The original home, built in 1942, became the residence of a lot of Hollywood celebrities over the years: Cary Grant and Dyan Cannon, Henry Fonda, and “West Side Story” star George Chakiris among them.
The final resident of the original home was musician Trent Reznor of Nine Inch Nails, who had a recording studio built in there. Reznor moved out of the house in December 1993, later claiming “There was too much history in that house for me to handle.”
History, indeed — and not from the celebrities who once called it home. What made the house famous — or infamous, you might say — was what happened there on Aug. 9, 1969. The tenants at the time were film director Roman Polanski and his wife, actress Sharon Tate. Polanski was in England working on a film, and Tate was in the home with several friends, and she was eight months pregnant.
That night, Tate, Wojciech Frykowski, Abigail Folger, Jay Sebring and Steven Parent were slaughtered at the hands of the Charles Manson “Family.”
In the two decades since then, the home seemed to attract a weird cult of people who wanted to see the spot where those horrific murders had been committed. Ghoulish Hollywood “death tours” would drive tourists to the places where gruesome murders and celebrity suicides or deaths had occurred — including the “Helter Skelter” tours that traced the locations of the Manson killings, including Cielo drive.
Hopping on the Dumbo ride at Walt Disney World is one thing, but for some, getting a chance to see the home where Sharon Tate was savagely knifed to death is a thrill of a different kind.
This is a distinguishable, I think, from something like a local ghost tour, where tour operations take guests on a walk through urban neighborhoods in Orlando or Kissimmee to show the houses and buildings purported to be haunted.
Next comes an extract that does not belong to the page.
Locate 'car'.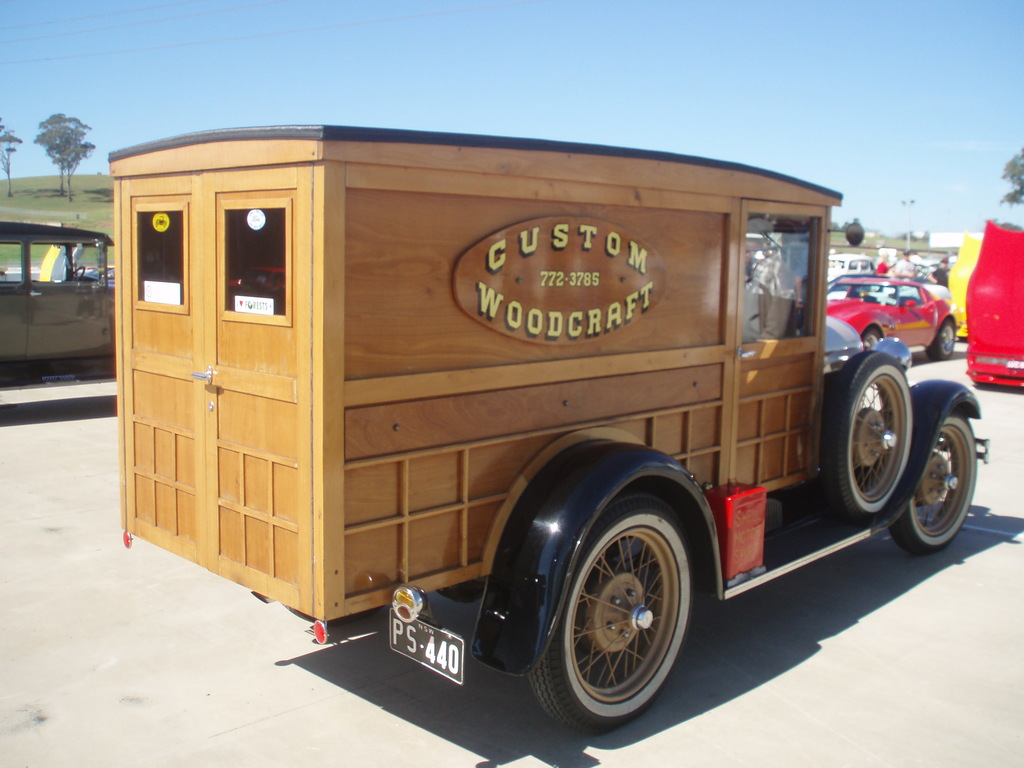
Bounding box: {"x1": 127, "y1": 118, "x2": 981, "y2": 738}.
I actually enjoy those tours.
Tours of places where truly horrific murders were committed is not quite the same thing — they appeal to those folks who stop to check out bloody car accidents on the highway, if you will. And frankly, these days I wonder if Orlando is about to gain its own notorious “death walk” at a pathway known simply as Cady Way Trail in Winter Park — and what tourism officials will think if that happens. My guess: no brochures advertising Cady Way Trail to the masses.
I began to suspect this might be the case on July 27, when I was driving under the bridge that is a part of Cady Way Trail, and my passenger in the car, my Freeline Media contributor and friend “Alpha Male” Ryan, spotted the sign above us and insisted we check it out. He made no secret of why he wanted to walk on that outdoor trail on a day when the summer heat and humidity made it feel like 100 degrees or higher. He wanted to find the spot where police had discovered the bodies. He acted like a kid making his first trip to Disney.
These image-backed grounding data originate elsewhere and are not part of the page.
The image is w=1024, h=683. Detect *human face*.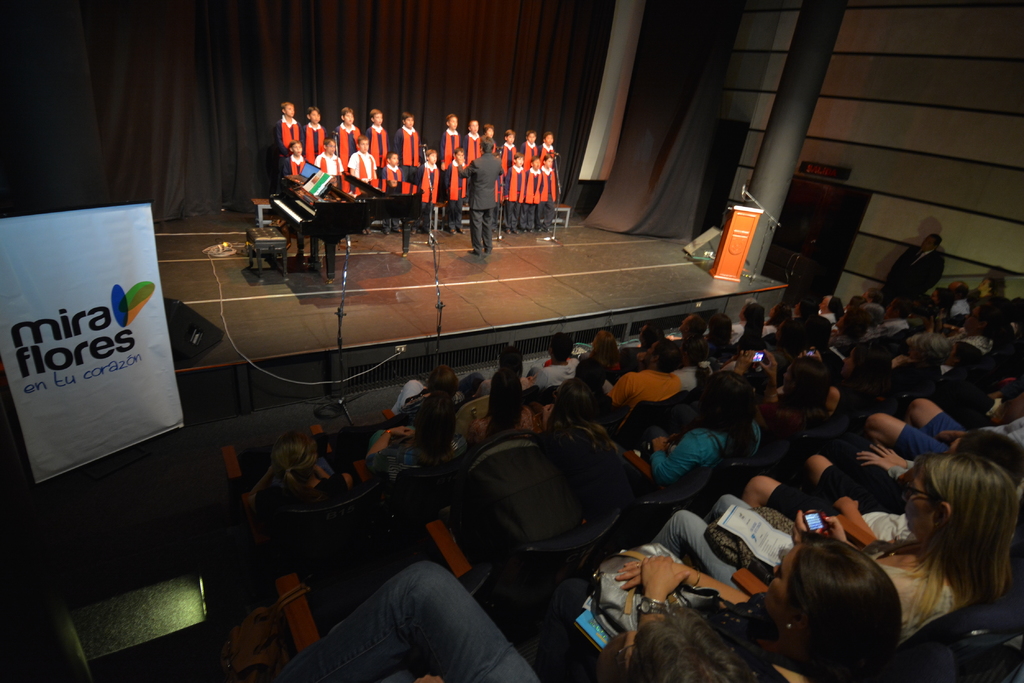
Detection: region(507, 134, 513, 145).
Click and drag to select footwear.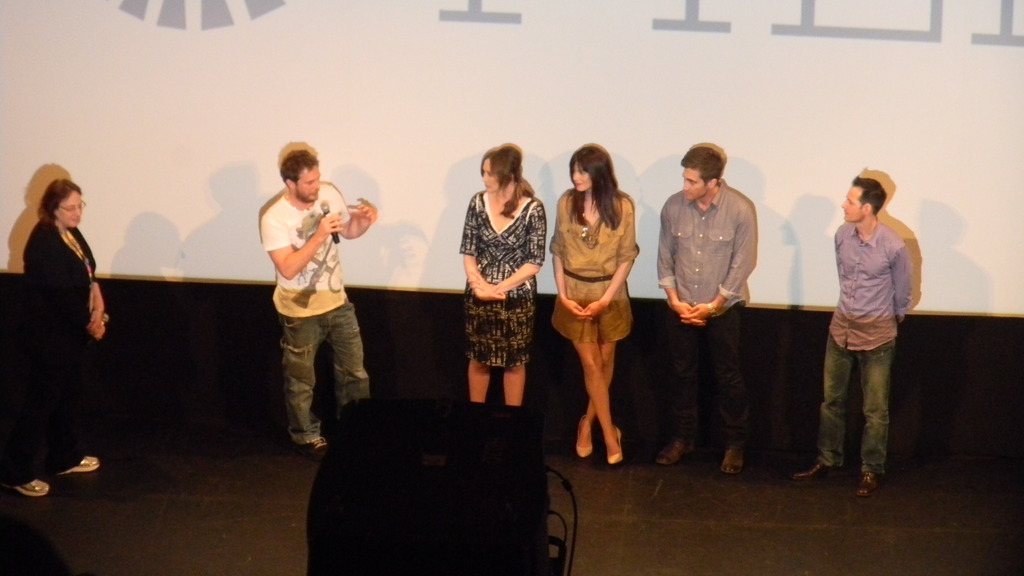
Selection: detection(57, 455, 98, 473).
Now known locally as the Cady Way Trail murders, two men — Hector Rodriguez and Jesse Davis — have been charged with shooting teens Nicholas Presha and Jeremy Stewart, then setting their bodies on fire along the Cady Way Trail last April.
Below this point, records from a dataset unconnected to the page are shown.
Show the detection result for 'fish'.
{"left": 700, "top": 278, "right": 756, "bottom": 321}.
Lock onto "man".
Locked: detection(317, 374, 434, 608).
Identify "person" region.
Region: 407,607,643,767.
Investigators have claimed the murders happened when the teens tried selling stolen guns to Rodriguez and Davis.
Rodriguez and Davis are accused of tying the teens up, shooting them “execution style” and leaving their burning bodies on Cady Way Trail.
Stopping in the parking lot of a nearby shopping center, Ryan and I walked to the stairs that lead up to the bridge, then headed out along the trail. Despite the notoriety of those high-profile and brutal murders, it remains a popular pathway; we passed plenty of joggers, walkers and bicyclists on that Friday afternoon, even as the sweltering heat made me long for an indoor spot with heavy air conditioning.
Along the way, Ryan stopped as many people as he could, repeatedly asking the same question.
“Y’all know where them two kids got killed?” he would ask.
A few people shrugged, one woman had no clue what we were talking about, and several said they wished they knew the exact spot, too.
Finally we came to a middle-aged man walking with two young children. Ryan asked him the same question, and the man responded by grinning broadly. Oh yes, he said, he knew exactly where the spot was, and he directed us to it: a small bridge over a river, and a section of grass right off it. Ryan instantly knew this was the spot: he took me to two sections of the field where there was no longer any grass, and where the singed grass had obviously been taken for evidence, and in its place was sod that hadn’t taken hold yet. All there was at this point was two sections of dirt amidst the otherwise green grass of that field.
Camera in hand, Ryan clicked several photos.
Since the trial of the two suspects is still a long way off, there’s a lot of time for Cady Way Trail to fade from the headlines — or to build further public interest as the location of a horrendous double murder. For a city that likes to pride itself on family-friendly entertainment, from swans in Lake Eola Park to Downtown Disney close by, this is probably a highly unwelcome addition to the so-called tourist trade.
But as Benedict Canyon residents unfortunately discovered, not everybody wanted shopping on Rodeo Drive or a look at the home of a G-rated celebrity.
Cielo Drive demonstrated there’s a big market for morbidity, and like a lot of other unpleasant things in our society, it sells, big time.